The bad news is that a lot of the entities holding the bad paper are hedge funds, foreign banks, even perhaps foreign central banks. Do we want to spend taxpayer money bailing out hedge funds? If Treasury has an auction and a bunch of hedge funds step forward to unload their CDOs (esp. synthetic ones), won't there be a huge public outcry?

Unknown said...

I find it strange that with all the talk about the possible valuations of all these MBS, no one in the media (or anywhere else, that I can see) has taken a representative example and simply laid out exactly what goes into these things, which mortgages are used, the projected default rate, etc. It would require some math, but with all the stuff taken over by the gov't we should at least have a little transparency.

And in defense of economists. Yes, rational expectations, equilibrium, and the lot often fail in the real world, but it was mostly not academic economists who manned the securitization machine, wrote the code that priced the securities, etc. Nor have I seen many physicist/quants (except Steve) who expressed much doubt before the crisis broke.

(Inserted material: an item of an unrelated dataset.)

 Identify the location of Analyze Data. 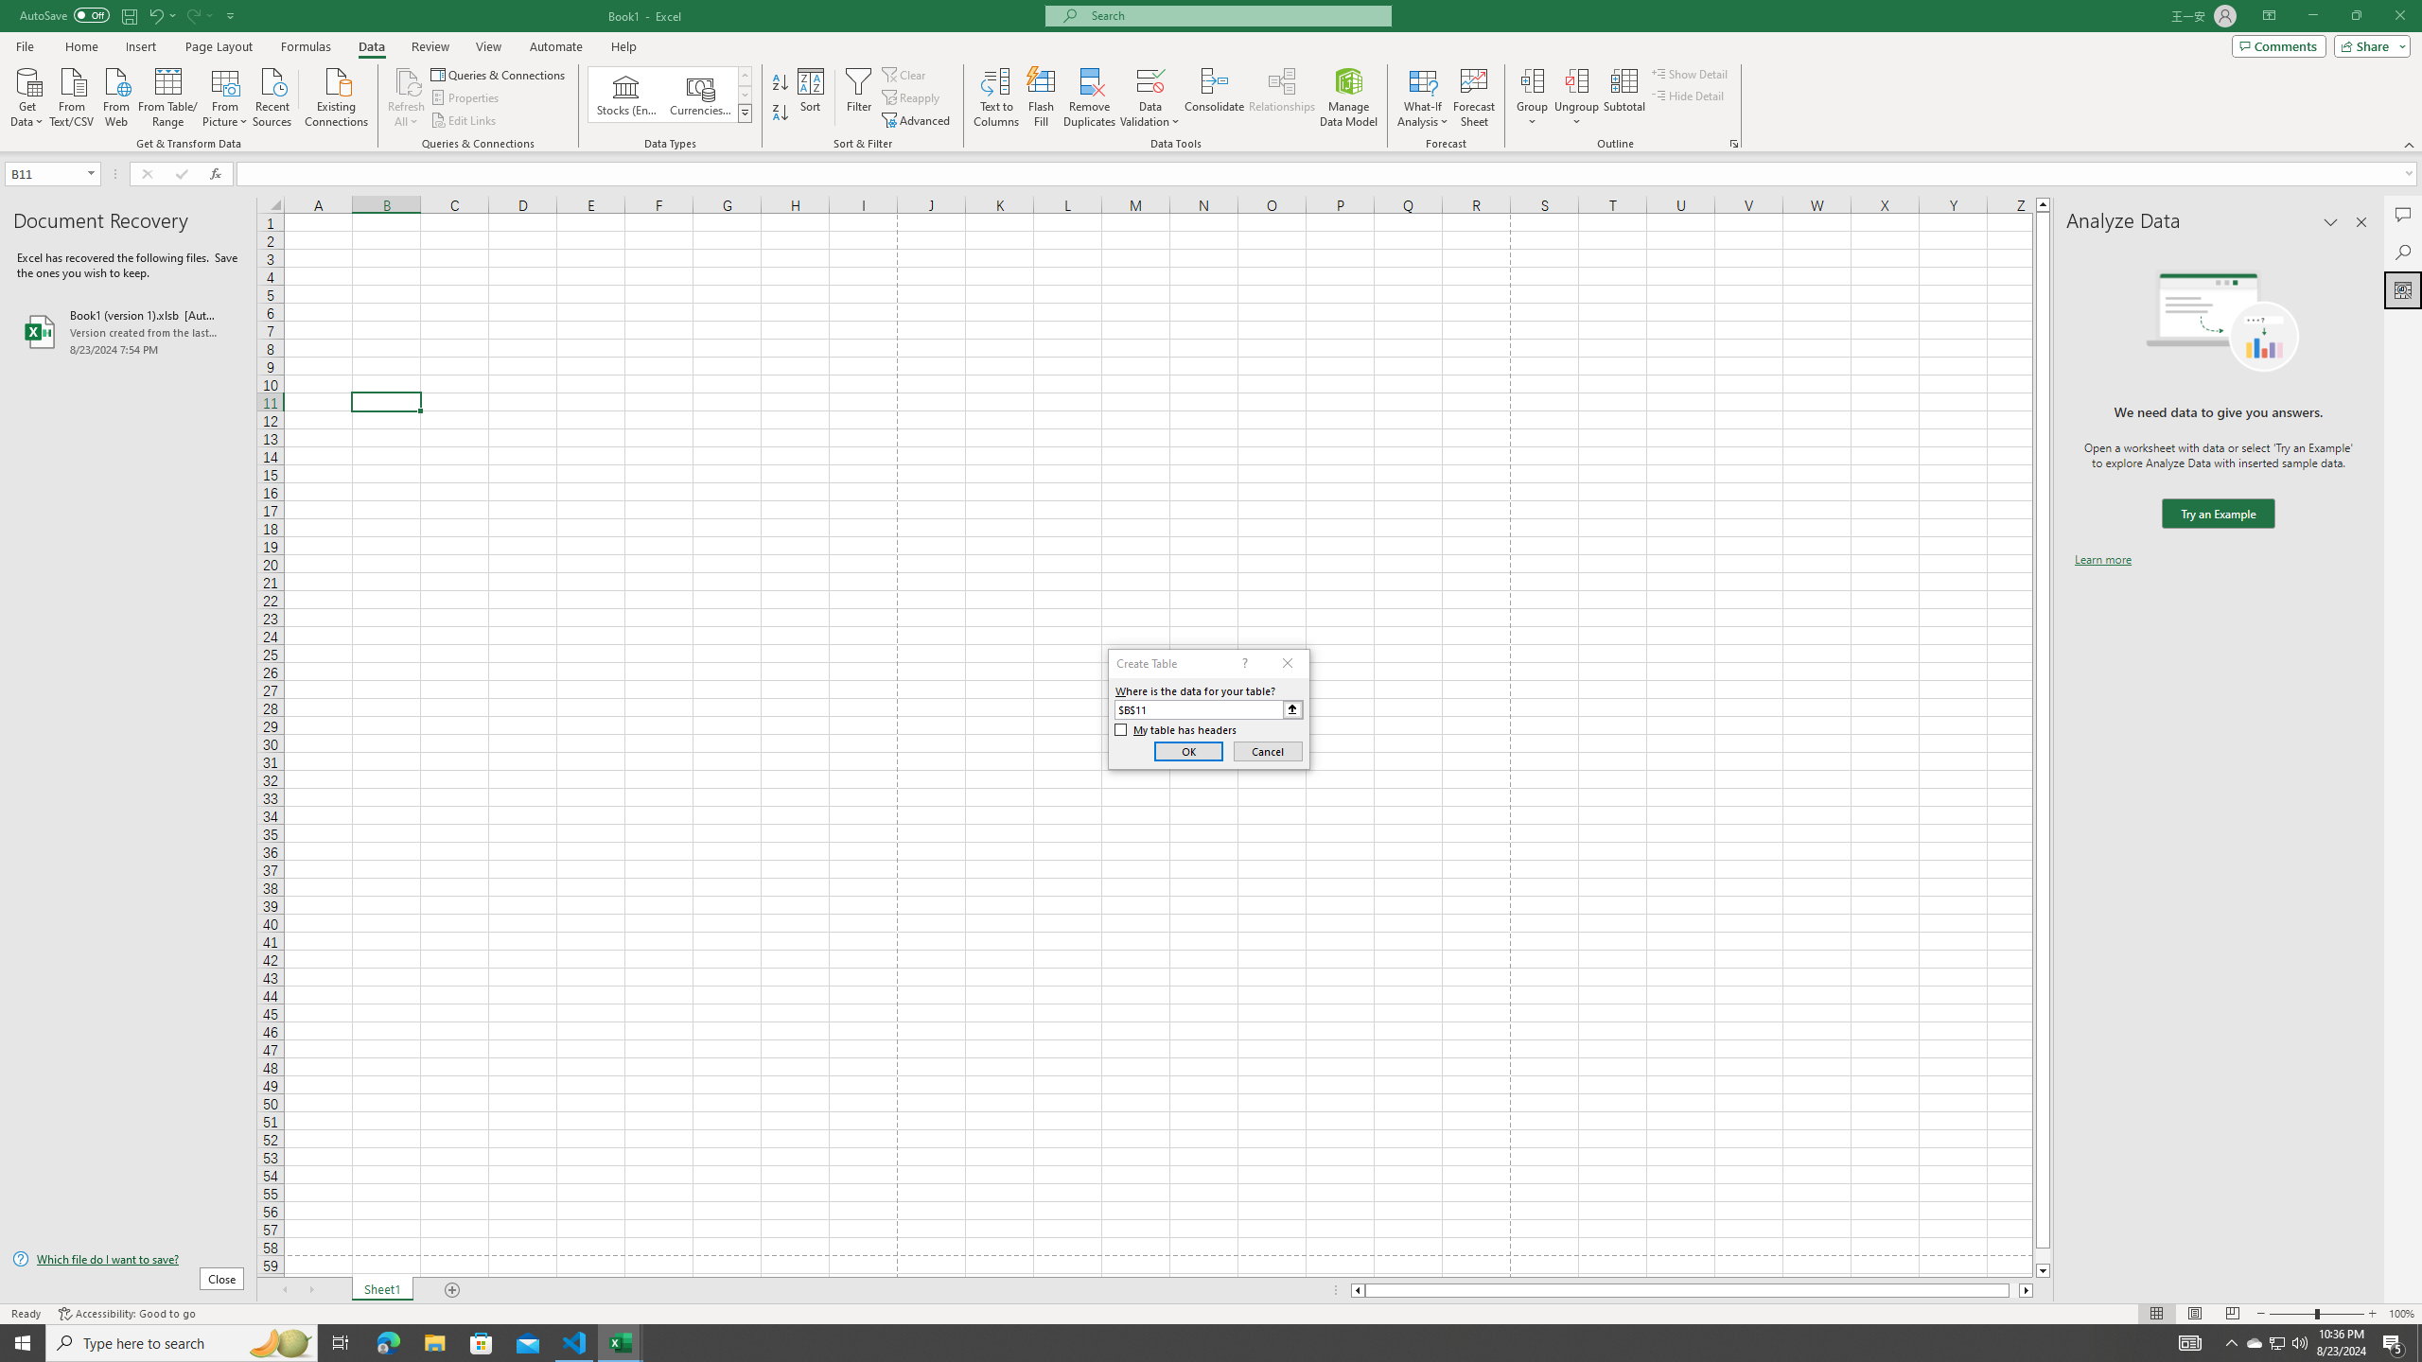
(2403, 290).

And finally: suppose I believed that MBS were undervalued. Is there any way at all for individuals to buy them? Or is it reserved for the Buffetts of the world?

Steve Hsu said...

Here are some posts that really get into the nitty gritty of what is inside a typical CDO. Because individual CDOs are so different, Treasury is going to have to do a lot of analysis themselves (or hire the right people, like PIMCO). The reverse auction model sounds great, but there aren't simple categories of similar CDOs that you can just use as buckets.

anatomy of a cdo

deep inside the subprime crisis

mackenzie on the credit crisis

gaussian copula and credit derivatives

I've been covering this since 2005! (And Fannie derivatives issues since 2004.)

Quants I know have been pretty skeptical about credit structures for a long time. But if you are employed in the industry it is unlikely that you are going to speak in public about such things.

Anonymous said...

...and, unless I am mistaken, that means what remains (commercial banks) can use long-term valuations in their accounting -- they don't have to mark assets to market at this instant in time, ...

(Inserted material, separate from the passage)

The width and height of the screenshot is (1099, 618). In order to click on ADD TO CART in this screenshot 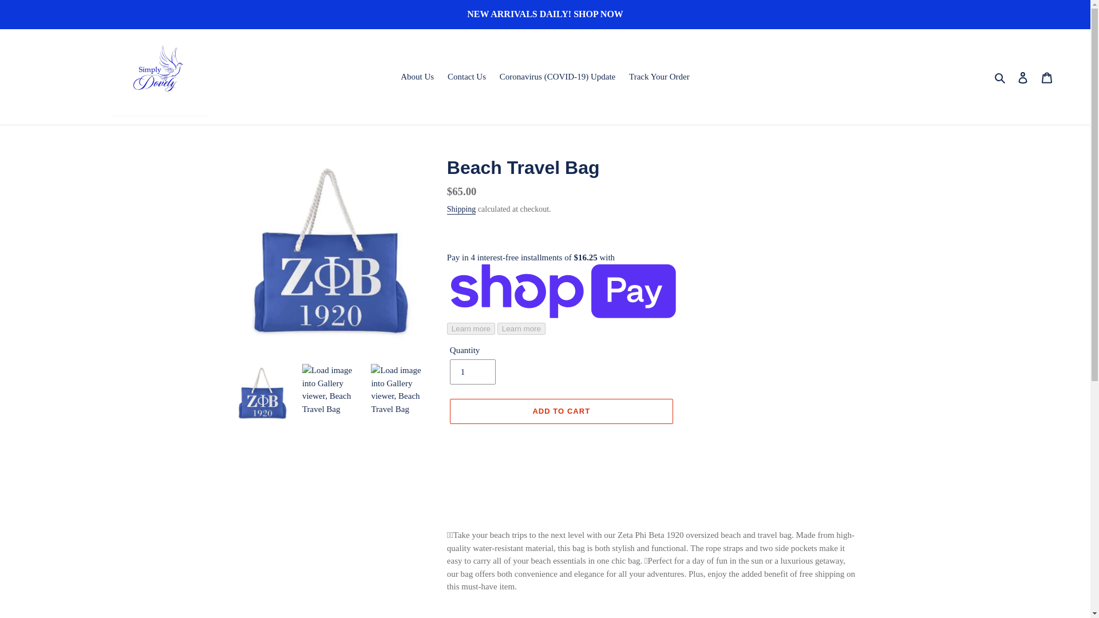, I will do `click(561, 411)`.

This is interesting, why would the i-banks (lehman, bear) want to mark to market. Did margin calls on their highly leveraged positions trigger this ?

zarkov01 said...

Any theory about the value of MBS had better assume that real estate will continue to fall in price and foreclosures will continue as more poorly underwritten mortgages go into default. What are the assumptions behind that 15-29% figure?

Steve Hsu said...

I believe the i-banks were forced to use mark to market or "fair value" accounting for their level 3 assets under FASB 157. Unless I am mistaken commercial banks are somehow allowed to carry assets on their balance sheet using some kind of longer term valuation, which was one of the factors for i-banks wanting to become commercial banks.

http://en.wikipedia.org/wiki/Mark_to_market

http://www.cfo.com/article.cfm/10097878

http://www.bloomberg.com/apps/news?pid=20601087&sid=aoHW3zyqTeAA&refer=home

"As bank holding companies, Goldman and Morgan Stanley will no longer be required to mark all of their assets to the current market values. Assets held in the bank divisions of the firms don't have to be valued at market rates, potentially allowing the companies to allow further writedowns on the value of their holdings.
``We are moving assets from a number of strategic businesses, including our lending businesses, into GS Bank USA,'' Goldman said in its statement yesterday."


A:

I don't know what specific assumptions Buffet / Ricciardi are using, but I believe that even under very pessimistic assumptions about future home prices and default rates MBS are currently undervalued by the market. I think the obvious explanation is fear, and I have seen the same phenomena before.